Note that the uTLBs handle only 4Kbyte and 16Kbyte page sizes; other page sizes are down-converted to 4Kbyte or16Kbyte as they are referenced. For other page sizes this may cause an unexpectedly high rate of uTLB misses, whichcould be noticeable in unusual circumstances.

Then moving our attention to the output side, the two EntryLo0-1 are identical in format as shown in Figure 3.13.

In EntryLo0-1:

PFN: the "physical frame number" - traditional OS name for the high-order bits of the physical address. 24 bits of PFNtogether with 12 bits of in-page address make up a 36-bit physical address; but the 74K core has a 32-bit physicaladdress bus, and does not implement the four highest bits (which always read back as zero).

C: a code indicating how to cache data in this page - pages can be marked uncacheable and various flavours of cache-able. The codes here are shared with those used in CP0 registers for the cacheability of fixed address regions: seeTable 3.3 in Section 3.4.2, "Cacheability options" on page 33 .

D: the "dirty" flag. In hardware terms it’s just a write-enable (when it’s 0 you can’t do a store using addresses translatedhere, you’ll get an exception instead). However, software can use it to track pages which have been written to; whenyou first map a page you leave this bit clear, and then a first write causes an exception which you note somewhere inthe OS’ memory management tables (and of course remember to set the bit).

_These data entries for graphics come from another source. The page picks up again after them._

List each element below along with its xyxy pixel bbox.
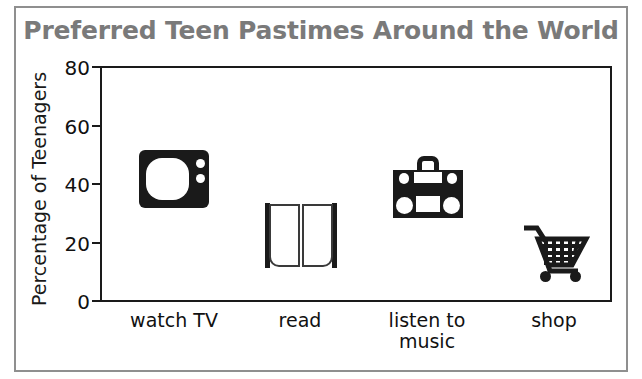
x-tick-shop: shop [498, 310, 610, 331]
x-tick-watch-tv-line1: watch TV [118, 310, 230, 331]
tv-icon [139, 150, 209, 208]
y-tick-80: 80 [42, 56, 90, 80]
y-tick-0: 0 [42, 290, 90, 314]
book-icon [265, 203, 337, 268]
x-tick-watch-tv: watch TV [118, 310, 230, 331]
shopping-cart-icon-wheel-right [570, 271, 581, 282]
chart-page: Preferred Teen Pastimes Around the World… [0, 0, 642, 379]
chart-title: Preferred Teen Pastimes Around the World [0, 16, 642, 45]
x-tick-listen-to-music: listen to music [371, 310, 483, 353]
boombox-icon-dial-left [399, 173, 410, 184]
y-tick-40: 40 [42, 173, 90, 197]
x-tick-listen-to-music-line1: listen to [371, 310, 483, 331]
shopping-cart-icon-wheel-left [540, 271, 551, 282]
plot-area [100, 66, 612, 302]
x-tick-listen-to-music-line2: music [371, 331, 483, 352]
boombox-icon-tuner [414, 172, 442, 183]
boombox-icon [393, 156, 463, 218]
x-tick-read-line1: read [244, 310, 356, 331]
x-tick-read: read [244, 310, 356, 331]
shopping-cart-icon [524, 222, 590, 282]
book-icon-page-right [302, 204, 334, 266]
tv-icon-screen [146, 158, 189, 200]
book-icon-page-left [269, 204, 301, 266]
boombox-icon-cassette [416, 196, 440, 212]
y-tick-20: 20 [42, 232, 90, 256]
x-tick-shop-line1: shop [498, 310, 610, 331]
y-tick-60: 60 [42, 115, 90, 139]
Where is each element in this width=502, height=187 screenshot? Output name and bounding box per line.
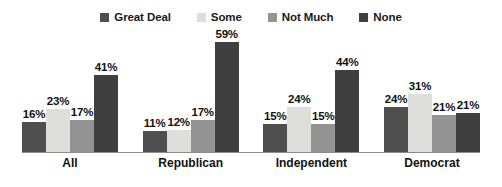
bar-value-label: 17% bbox=[191, 107, 213, 118]
bar-column[interactable]: 15% bbox=[311, 36, 335, 152]
bar-column[interactable]: 44% bbox=[335, 36, 359, 152]
bar[interactable] bbox=[335, 70, 359, 152]
legend-swatch-none bbox=[359, 13, 368, 22]
bar-value-label: 11% bbox=[144, 118, 166, 129]
bar-column[interactable]: 16% bbox=[22, 36, 46, 152]
bar[interactable] bbox=[287, 107, 311, 152]
bar[interactable] bbox=[456, 113, 480, 152]
legend-item-great-deal: Great Deal bbox=[100, 12, 171, 23]
bar-column[interactable]: 21% bbox=[456, 36, 480, 152]
bar-value-label: 24% bbox=[288, 94, 310, 105]
bar[interactable] bbox=[143, 131, 167, 152]
x-axis-label: Democrat bbox=[384, 156, 480, 170]
bar-value-label: 59% bbox=[215, 29, 237, 40]
bar-column[interactable]: 11% bbox=[143, 36, 167, 152]
bar-column[interactable]: 12% bbox=[167, 36, 191, 152]
legend-swatch-great-deal bbox=[100, 13, 109, 22]
legend-label-not-much: Not Much bbox=[282, 12, 334, 23]
legend-swatch-some bbox=[197, 13, 206, 22]
bar[interactable] bbox=[215, 42, 239, 152]
bar-value-label: 24% bbox=[385, 94, 407, 105]
bar-group: 11%12%17%59% bbox=[143, 36, 239, 152]
bar[interactable] bbox=[432, 115, 456, 152]
x-axis-label: Republican bbox=[143, 156, 239, 170]
bar-value-label: 31% bbox=[409, 81, 431, 92]
bar-column[interactable]: 23% bbox=[46, 36, 70, 152]
bar[interactable] bbox=[46, 109, 70, 152]
bar[interactable] bbox=[94, 75, 118, 152]
legend-label-none: None bbox=[373, 12, 401, 23]
bar-column[interactable]: 59% bbox=[215, 36, 239, 152]
bar-column[interactable]: 31% bbox=[408, 36, 432, 152]
bar-value-label: 15% bbox=[264, 111, 286, 122]
legend-item-not-much: Not Much bbox=[268, 12, 334, 23]
bar[interactable] bbox=[311, 124, 335, 152]
bar-chart: Great Deal Some Not Much None 16%23%17%4… bbox=[0, 0, 502, 187]
bar-value-label: 16% bbox=[23, 109, 45, 120]
bar-value-label: 44% bbox=[336, 57, 358, 68]
legend-label-some: Some bbox=[211, 12, 242, 23]
bar-groups: 16%23%17%41%11%12%17%59%15%24%15%44%24%3… bbox=[22, 36, 480, 152]
bar-group: 16%23%17%41% bbox=[22, 36, 118, 152]
x-axis-label: Independent bbox=[263, 156, 359, 170]
bar-column[interactable]: 24% bbox=[384, 36, 408, 152]
bar-column[interactable]: 24% bbox=[287, 36, 311, 152]
legend-item-none: None bbox=[359, 12, 401, 23]
bar[interactable] bbox=[408, 94, 432, 152]
x-axis-label: All bbox=[22, 156, 118, 170]
bar[interactable] bbox=[384, 107, 408, 152]
bar-value-label: 21% bbox=[433, 102, 455, 113]
legend-label-great-deal: Great Deal bbox=[114, 12, 171, 23]
bar-value-label: 15% bbox=[312, 111, 334, 122]
bar-value-label: 12% bbox=[167, 117, 189, 128]
bar-value-label: 21% bbox=[457, 100, 479, 111]
legend-item-some: Some bbox=[197, 12, 242, 23]
bar-column[interactable]: 21% bbox=[432, 36, 456, 152]
plot-area: 16%23%17%41%11%12%17%59%15%24%15%44%24%3… bbox=[22, 36, 480, 152]
bar-group: 15%24%15%44% bbox=[263, 36, 359, 152]
bar-column[interactable]: 17% bbox=[191, 36, 215, 152]
bar[interactable] bbox=[70, 120, 94, 152]
bar-value-label: 17% bbox=[71, 107, 93, 118]
bar-value-label: 41% bbox=[95, 62, 117, 73]
bar[interactable] bbox=[191, 120, 215, 152]
legend-swatch-not-much bbox=[268, 13, 277, 22]
bar-group: 24%31%21%21% bbox=[384, 36, 480, 152]
chart-legend: Great Deal Some Not Much None bbox=[0, 12, 502, 23]
bar-column[interactable]: 15% bbox=[263, 36, 287, 152]
x-axis-line bbox=[22, 152, 480, 153]
bar-value-label: 23% bbox=[47, 96, 69, 107]
x-axis-category-labels: AllRepublicanIndependentDemocrat bbox=[22, 156, 480, 170]
bar-column[interactable]: 41% bbox=[94, 36, 118, 152]
bar[interactable] bbox=[167, 130, 191, 152]
bar[interactable] bbox=[22, 122, 46, 152]
bar[interactable] bbox=[263, 124, 287, 152]
bar-column[interactable]: 17% bbox=[70, 36, 94, 152]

V: the "valid" flag. You’d think it doesn’t make much sense - why load an entry if it’s not valid? But this is very helpfulso you can make just one of a pair of pages valid.

G: the "global" bit. This really belongs to the input side, and there aren’t really two independent values for it. So youshould always make sure you set EntryLo0[G] and EntryLo1[G} the same.

3.8.5 TLB initialization and duplicate entries

TLB entries come up to random values on power-up, and must be initialized by hardware before use. Generally, earlybootstrap software should go through setting each entry to a harmless “invalid” value.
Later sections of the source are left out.